At lunchtime, John Clark usually wants to do a “bit of exercise”. By that, he means physical training with some starlet. He has his own bungalow on the studio grounds, of course, but too many curious reporters hang around there.
So his guardian angel drives the couple to a secluded clearing in the Laurel Canyon and discreetly absents himself. The bottle of champagne on the back seat has to be cooled to just the right temperature. Based on his experience, after ten minutes it’s usually safe for Crown to make his way back.
He then enjoys the afternoon programme in one of the numerous cinemas on Hollywood Boulevard.
At six in the evening, the hardest part of his job begins. This is when John Clark is in the mood to party.
He asks to be driven straight to Don the Beachcomber, where a group of people are already waiting for him, ready to embark upon a Martini marathon.
The later the hour, the harder things get for the guardian angel. In the Trocadero, he has to point demonstratively at his watch when a dancer lays her head in John Clark’s lap. Charlie Dotter empties an ice bucket over his friend to cool him off.
“Time to go,” says Crown.
“Aw, come on,” pouts Clark, “let’s just stop by the Banana House quickly.”

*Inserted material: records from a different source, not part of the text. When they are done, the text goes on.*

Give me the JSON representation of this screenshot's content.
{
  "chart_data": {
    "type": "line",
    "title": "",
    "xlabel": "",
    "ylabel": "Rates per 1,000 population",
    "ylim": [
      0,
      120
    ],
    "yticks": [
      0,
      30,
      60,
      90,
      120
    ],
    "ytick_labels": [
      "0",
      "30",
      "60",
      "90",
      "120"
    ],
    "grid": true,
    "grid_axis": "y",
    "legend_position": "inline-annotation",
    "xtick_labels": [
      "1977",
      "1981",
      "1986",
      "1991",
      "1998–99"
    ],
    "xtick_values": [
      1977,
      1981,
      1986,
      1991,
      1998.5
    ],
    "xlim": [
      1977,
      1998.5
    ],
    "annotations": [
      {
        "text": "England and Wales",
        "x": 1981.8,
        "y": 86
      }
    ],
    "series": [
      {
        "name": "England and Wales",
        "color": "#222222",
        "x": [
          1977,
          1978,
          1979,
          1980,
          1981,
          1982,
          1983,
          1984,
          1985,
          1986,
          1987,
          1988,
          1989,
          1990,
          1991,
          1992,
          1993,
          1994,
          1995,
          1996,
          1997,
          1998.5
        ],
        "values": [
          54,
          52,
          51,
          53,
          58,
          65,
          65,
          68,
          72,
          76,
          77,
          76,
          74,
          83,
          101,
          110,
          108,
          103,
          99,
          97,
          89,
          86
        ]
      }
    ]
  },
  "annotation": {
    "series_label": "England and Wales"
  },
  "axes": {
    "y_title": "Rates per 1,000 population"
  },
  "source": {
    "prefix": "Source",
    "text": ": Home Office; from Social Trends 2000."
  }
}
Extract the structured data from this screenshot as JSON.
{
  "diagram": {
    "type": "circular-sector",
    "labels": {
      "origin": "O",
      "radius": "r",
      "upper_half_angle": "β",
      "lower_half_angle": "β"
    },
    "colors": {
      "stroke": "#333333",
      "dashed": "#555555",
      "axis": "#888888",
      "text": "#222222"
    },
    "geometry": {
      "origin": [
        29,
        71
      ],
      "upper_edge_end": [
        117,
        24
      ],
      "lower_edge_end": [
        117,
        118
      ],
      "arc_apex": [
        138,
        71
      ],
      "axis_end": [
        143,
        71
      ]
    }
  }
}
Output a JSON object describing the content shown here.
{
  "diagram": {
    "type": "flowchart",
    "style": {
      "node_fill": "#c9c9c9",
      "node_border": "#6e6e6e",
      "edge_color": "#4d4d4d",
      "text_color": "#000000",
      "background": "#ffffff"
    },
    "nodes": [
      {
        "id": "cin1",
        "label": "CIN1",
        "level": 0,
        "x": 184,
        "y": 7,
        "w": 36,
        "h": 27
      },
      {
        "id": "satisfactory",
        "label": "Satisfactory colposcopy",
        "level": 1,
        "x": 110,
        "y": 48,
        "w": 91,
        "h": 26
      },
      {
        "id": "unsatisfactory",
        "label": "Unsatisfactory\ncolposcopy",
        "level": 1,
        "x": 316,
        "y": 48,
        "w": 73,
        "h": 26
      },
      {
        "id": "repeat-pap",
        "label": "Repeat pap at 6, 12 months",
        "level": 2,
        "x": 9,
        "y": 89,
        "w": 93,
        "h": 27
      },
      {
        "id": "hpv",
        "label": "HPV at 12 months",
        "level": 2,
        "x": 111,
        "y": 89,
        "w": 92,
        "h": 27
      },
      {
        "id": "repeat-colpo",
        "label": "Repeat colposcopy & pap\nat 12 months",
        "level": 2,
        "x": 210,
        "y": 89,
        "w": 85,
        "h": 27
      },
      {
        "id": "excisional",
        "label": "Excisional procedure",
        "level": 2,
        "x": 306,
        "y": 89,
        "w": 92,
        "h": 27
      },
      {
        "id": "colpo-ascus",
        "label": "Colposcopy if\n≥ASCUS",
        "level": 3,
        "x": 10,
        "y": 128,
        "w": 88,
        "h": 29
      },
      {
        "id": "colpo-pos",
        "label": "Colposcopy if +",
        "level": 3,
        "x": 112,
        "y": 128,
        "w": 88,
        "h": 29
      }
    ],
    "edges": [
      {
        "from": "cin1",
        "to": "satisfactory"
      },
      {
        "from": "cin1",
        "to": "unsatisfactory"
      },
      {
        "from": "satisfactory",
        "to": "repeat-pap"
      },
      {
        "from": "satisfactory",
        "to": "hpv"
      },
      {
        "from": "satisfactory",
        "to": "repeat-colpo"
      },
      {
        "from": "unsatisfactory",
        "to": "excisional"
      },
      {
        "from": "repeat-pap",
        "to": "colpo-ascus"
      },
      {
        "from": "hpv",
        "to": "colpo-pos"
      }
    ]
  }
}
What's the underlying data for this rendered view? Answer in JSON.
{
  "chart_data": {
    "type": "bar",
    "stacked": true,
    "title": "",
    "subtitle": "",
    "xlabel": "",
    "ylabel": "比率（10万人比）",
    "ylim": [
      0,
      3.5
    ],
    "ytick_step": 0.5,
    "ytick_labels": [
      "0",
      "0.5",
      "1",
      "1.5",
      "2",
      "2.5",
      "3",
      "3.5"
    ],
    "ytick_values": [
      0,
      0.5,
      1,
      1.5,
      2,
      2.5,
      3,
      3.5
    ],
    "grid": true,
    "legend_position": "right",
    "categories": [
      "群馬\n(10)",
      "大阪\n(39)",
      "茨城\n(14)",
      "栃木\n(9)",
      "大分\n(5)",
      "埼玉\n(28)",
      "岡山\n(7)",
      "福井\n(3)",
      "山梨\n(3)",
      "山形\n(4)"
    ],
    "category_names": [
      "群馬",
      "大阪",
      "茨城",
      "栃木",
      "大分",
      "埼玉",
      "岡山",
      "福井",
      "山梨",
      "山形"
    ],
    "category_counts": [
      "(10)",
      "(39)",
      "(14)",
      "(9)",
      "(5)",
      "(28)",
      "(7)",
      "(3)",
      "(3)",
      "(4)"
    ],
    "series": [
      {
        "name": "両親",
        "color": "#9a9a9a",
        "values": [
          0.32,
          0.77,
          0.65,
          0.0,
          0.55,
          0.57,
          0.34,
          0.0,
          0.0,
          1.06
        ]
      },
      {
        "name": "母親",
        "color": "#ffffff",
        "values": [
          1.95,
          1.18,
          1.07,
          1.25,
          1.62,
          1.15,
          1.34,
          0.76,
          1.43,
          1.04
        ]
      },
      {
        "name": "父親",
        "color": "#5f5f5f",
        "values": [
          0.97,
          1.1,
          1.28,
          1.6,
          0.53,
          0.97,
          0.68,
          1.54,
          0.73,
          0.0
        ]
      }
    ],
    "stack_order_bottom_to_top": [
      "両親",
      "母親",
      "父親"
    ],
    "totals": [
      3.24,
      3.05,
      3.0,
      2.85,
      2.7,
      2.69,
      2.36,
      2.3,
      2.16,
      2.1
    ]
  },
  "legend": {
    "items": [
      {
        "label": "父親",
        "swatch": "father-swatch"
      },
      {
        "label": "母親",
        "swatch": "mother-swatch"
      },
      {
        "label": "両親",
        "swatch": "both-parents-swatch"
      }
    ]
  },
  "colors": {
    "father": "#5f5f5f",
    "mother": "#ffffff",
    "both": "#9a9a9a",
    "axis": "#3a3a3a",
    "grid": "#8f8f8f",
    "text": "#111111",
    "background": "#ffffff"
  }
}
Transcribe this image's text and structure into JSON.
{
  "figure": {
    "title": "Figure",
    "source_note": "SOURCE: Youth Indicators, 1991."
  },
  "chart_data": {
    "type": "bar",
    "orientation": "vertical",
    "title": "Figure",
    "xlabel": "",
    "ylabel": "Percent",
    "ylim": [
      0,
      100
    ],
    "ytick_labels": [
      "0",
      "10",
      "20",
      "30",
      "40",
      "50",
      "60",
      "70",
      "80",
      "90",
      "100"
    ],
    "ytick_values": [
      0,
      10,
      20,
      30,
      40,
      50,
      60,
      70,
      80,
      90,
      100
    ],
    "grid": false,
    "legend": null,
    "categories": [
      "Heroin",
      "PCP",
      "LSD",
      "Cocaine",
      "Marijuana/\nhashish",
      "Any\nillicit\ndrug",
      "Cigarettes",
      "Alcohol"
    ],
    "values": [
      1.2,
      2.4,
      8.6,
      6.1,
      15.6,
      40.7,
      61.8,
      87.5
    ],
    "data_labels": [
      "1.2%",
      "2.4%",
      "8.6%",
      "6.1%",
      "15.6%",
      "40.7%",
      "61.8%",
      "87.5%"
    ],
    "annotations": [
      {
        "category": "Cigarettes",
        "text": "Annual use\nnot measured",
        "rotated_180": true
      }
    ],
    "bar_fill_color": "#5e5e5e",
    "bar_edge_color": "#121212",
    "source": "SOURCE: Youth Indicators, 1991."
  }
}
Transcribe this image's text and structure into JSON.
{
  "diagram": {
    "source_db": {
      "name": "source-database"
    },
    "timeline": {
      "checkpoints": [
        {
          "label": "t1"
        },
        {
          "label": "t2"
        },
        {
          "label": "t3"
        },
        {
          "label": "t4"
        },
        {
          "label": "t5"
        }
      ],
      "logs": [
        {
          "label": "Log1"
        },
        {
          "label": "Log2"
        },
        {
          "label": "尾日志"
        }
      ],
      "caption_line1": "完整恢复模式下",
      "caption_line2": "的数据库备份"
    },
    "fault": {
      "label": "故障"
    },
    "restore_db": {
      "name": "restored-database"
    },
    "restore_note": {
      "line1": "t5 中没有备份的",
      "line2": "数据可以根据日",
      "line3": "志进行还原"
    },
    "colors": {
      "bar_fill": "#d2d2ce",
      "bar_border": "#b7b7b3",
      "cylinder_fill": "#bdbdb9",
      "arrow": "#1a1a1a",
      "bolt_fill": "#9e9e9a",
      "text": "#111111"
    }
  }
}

The Banana House is not the kind of place to end the evening on a sedate note; to say that the venue has a lively atmosphere would be a major understatement.
A real-life grizzly bear lurches around on the dance floor in rhythm with the band, chimpanzees and impalas run around freely, pelicans fly through the air, the waiters sit on dromedaries, and the girls hang from vines. Both man and mammal dance the hula.
Carl Crown likes this place. There’s absolutely nothing to remind him of Klamtstrasse here.
John Clark, of course, is quite keen to turn the night into a legendary one. But after just one drink, his guardian angel is already telling him it’s time to go home.
At least Clark has a souvenir from the jungle with him. A full-busted mamba, who nestles down lasciviously on the back seat.